Task instructions — Take the entries below and print, exactly, the stretch from the line containing "You are a GUI" through the line containing "This screenshot has", both included.

Data to use —

--- START ---

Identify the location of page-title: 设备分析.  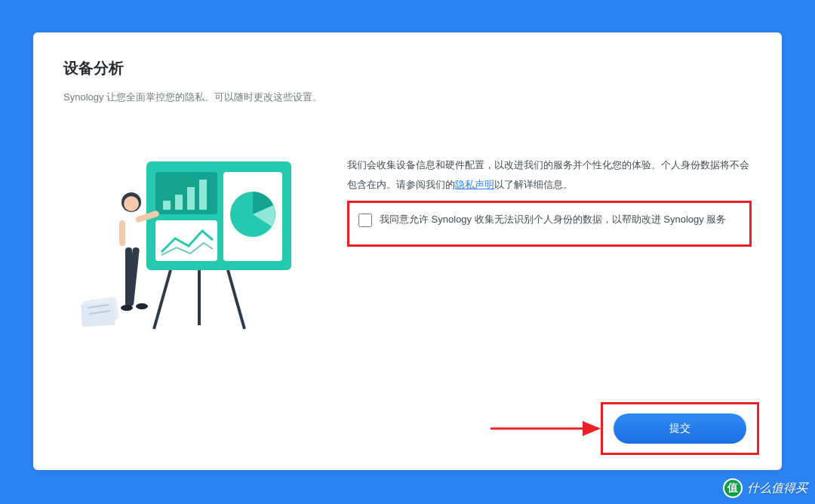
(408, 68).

--- END ---
--- START ---

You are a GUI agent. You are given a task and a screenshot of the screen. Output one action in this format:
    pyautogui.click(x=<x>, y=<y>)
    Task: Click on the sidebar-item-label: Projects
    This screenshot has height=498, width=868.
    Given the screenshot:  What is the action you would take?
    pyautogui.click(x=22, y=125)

--- END ---

Result of this task —
You are a GUI agent. You are given a task and a screenshot of the screen. Output one action in this format:
    pyautogui.click(x=<x>, y=<y>)
    Task: Click on the sidebar-item-label: Projects
    This screenshot has height=498, width=868.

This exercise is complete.